Abstract

Superpixel segmentation, which amounts to partitioning an image into a number of superpixels each of which is a set of pixels sharing common visual meanings, requires specific needs for different computer vision tasks. Graph based methods, as a kind of popular superpixel segmentation method, regard an image as a weighted graph whose nodes correspond to pixels of the image, and partition all pixels into superpixels according to the similarity between pixels over various feature spaces. Despite their improvement of the performance of segmentation, these methods ignore high-order relationship between them incurred from either locally neighboring pixels or structured layout of the image. Moreover, they measure the similarity of pairwise pixels using Gaussian kernel where a robust radius parameter is difficult to find for pixels which exhibit multiple features (e.g., texture, color, brightness). In this paper, we propose an adaptive hypergraph superpixel segmentation (AHS) of intensity images for solving both issues. AHS constructs a hypergraph by building the hyperedges with an adaptive neighborhood scheme, which explores an intrinsic relationship of pixels.
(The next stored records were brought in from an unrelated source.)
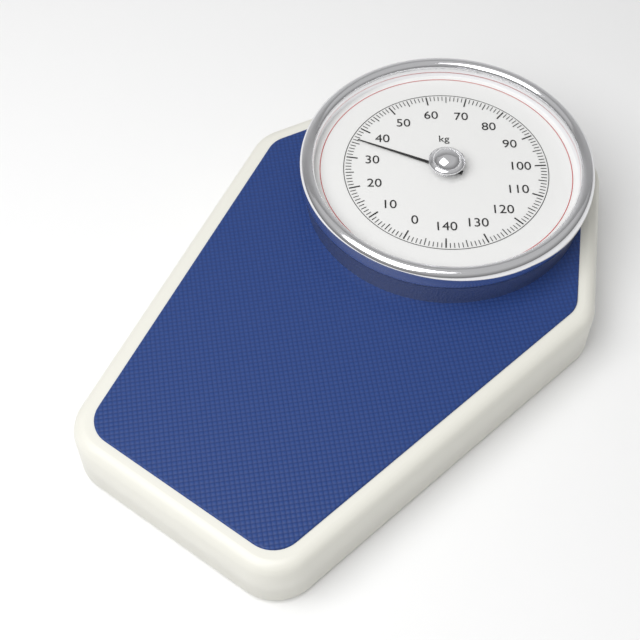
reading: 36 kg
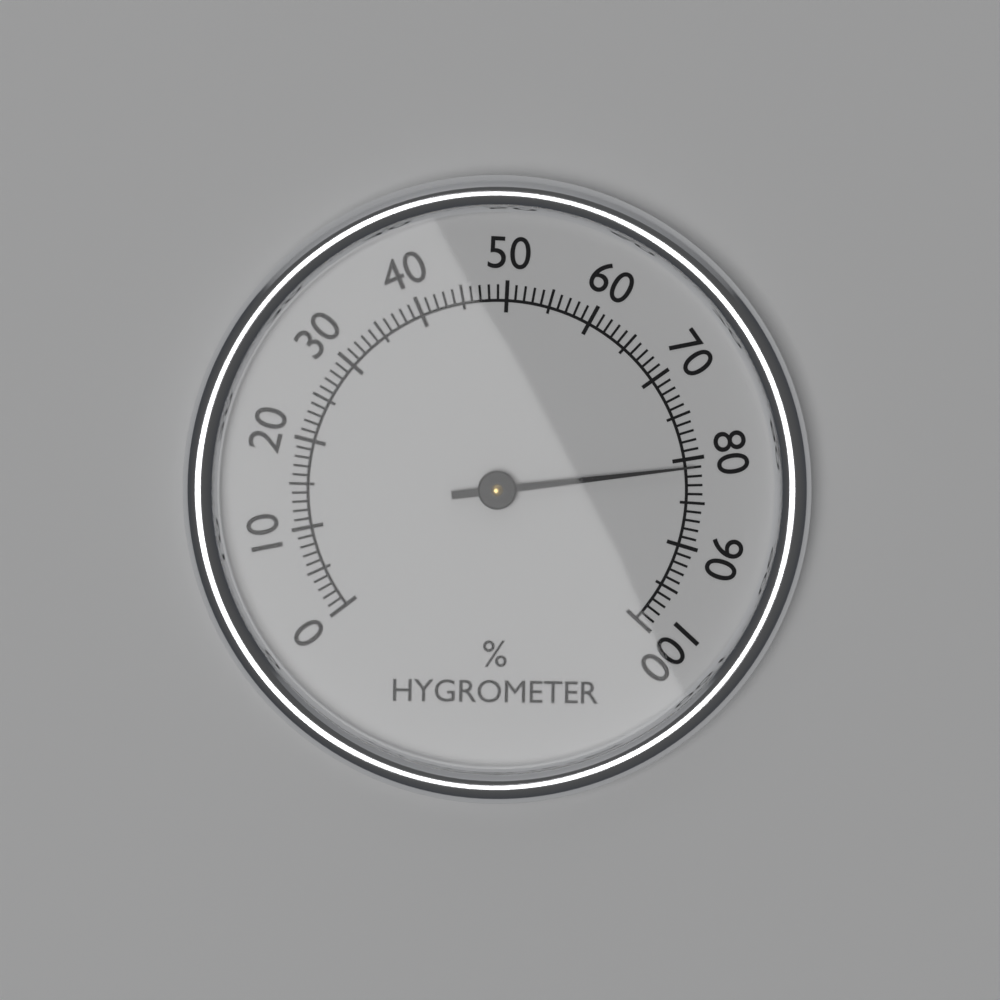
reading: 81 %
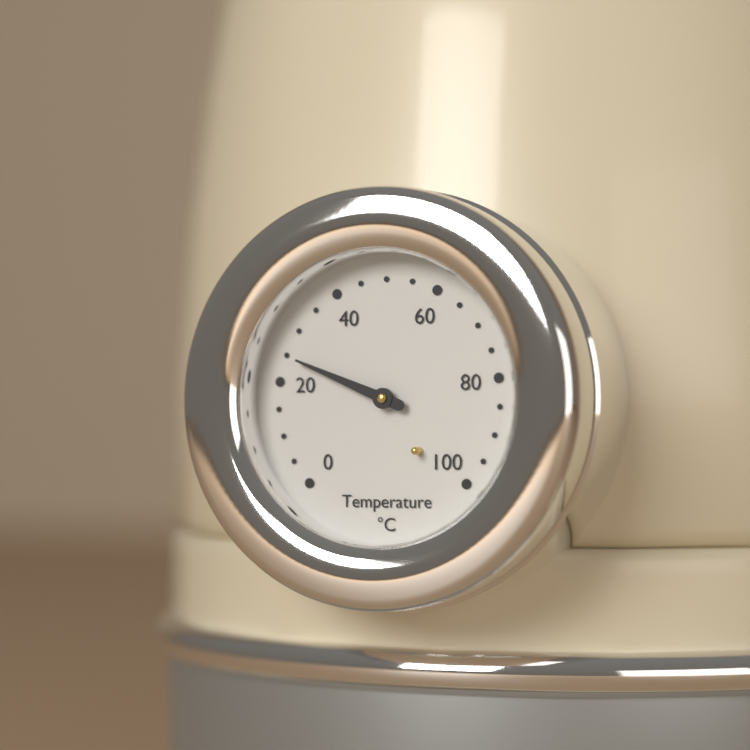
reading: 25 °C
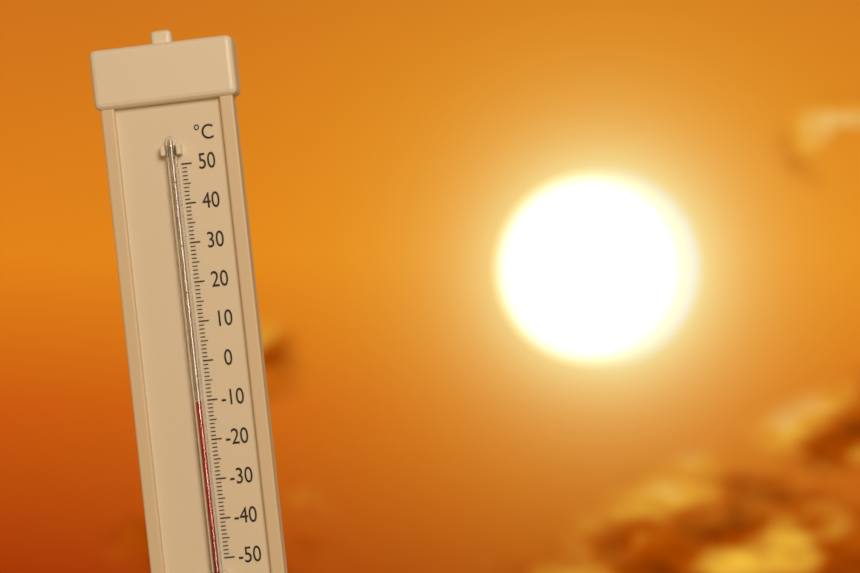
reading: -10 °C
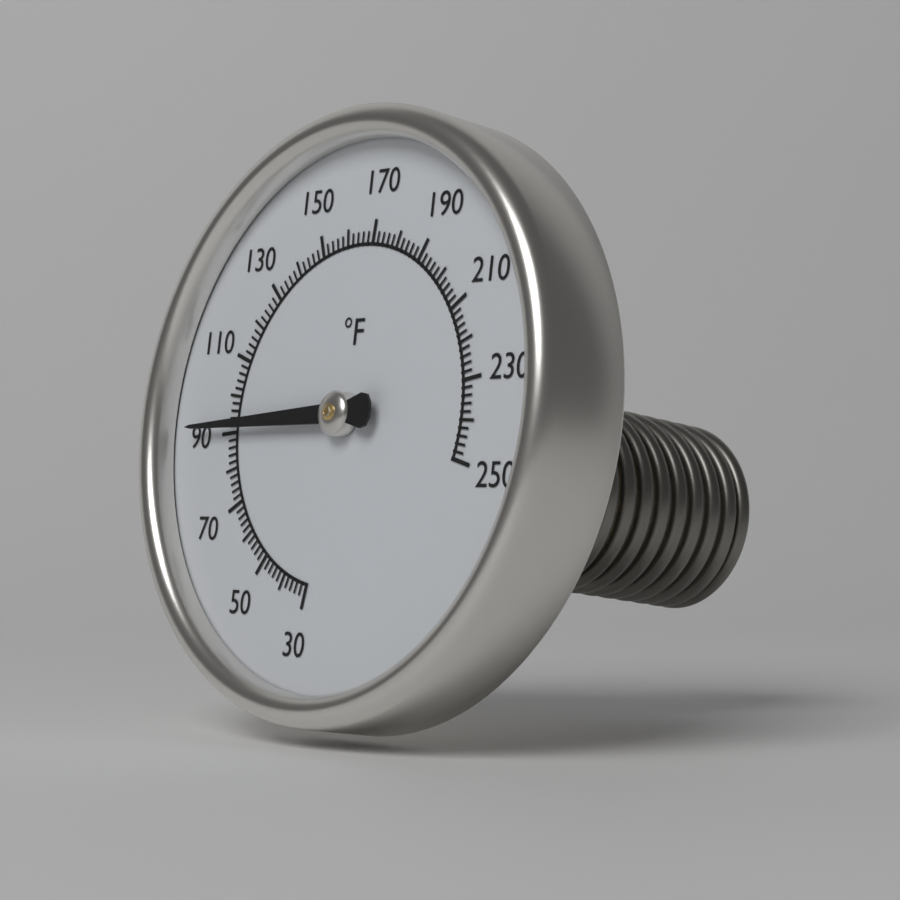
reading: 92 °F
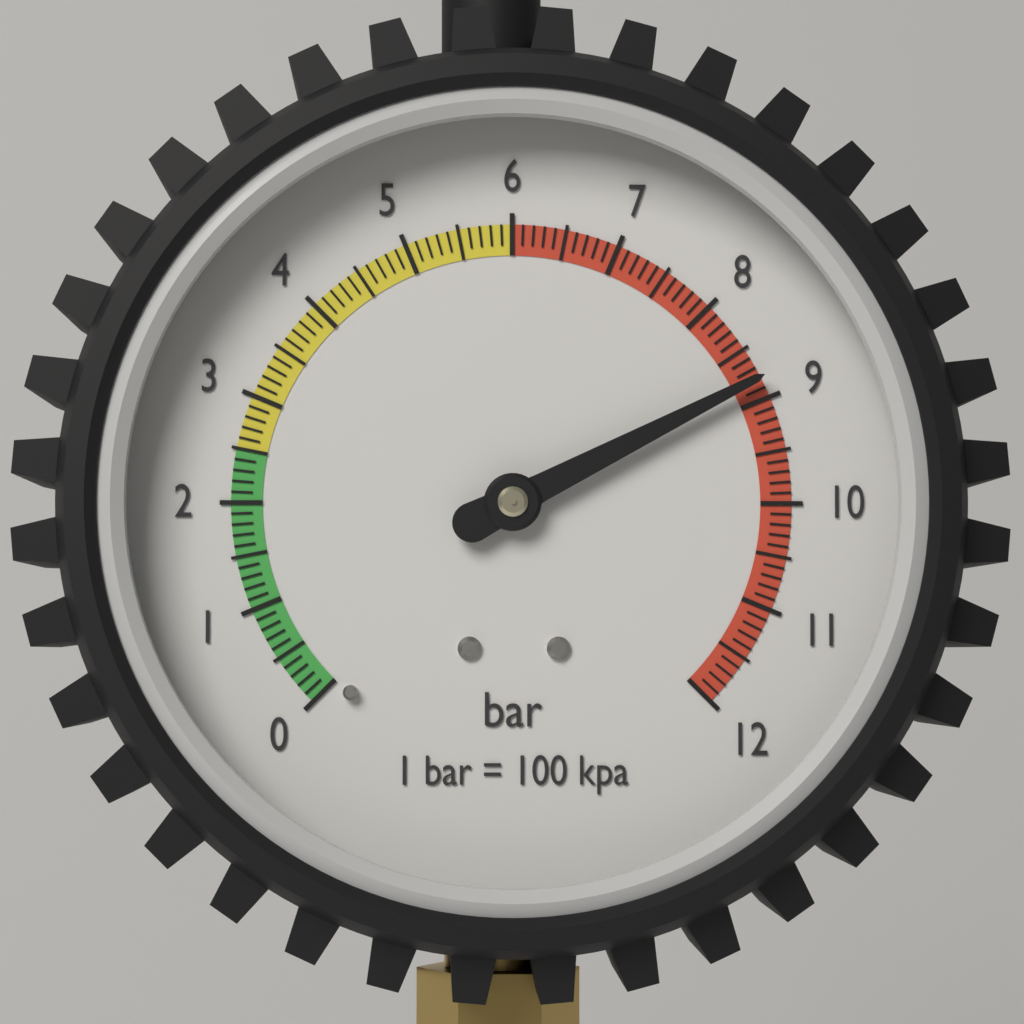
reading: 8.8 bar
Afterwards, AHS encodes the relationship between pairwise pixels using characteristics of current two pixels as well as their neighboring pixels defined by hyperedges. Essentially, AHS models the relationship of pairwise pixels in a high-order group fashion while graph based methods evaluate it in a one-vs-one fashion. Experiments on four datasets demonstrate that AHS achieves higher or comparable performance compared with state-of-the-art methods.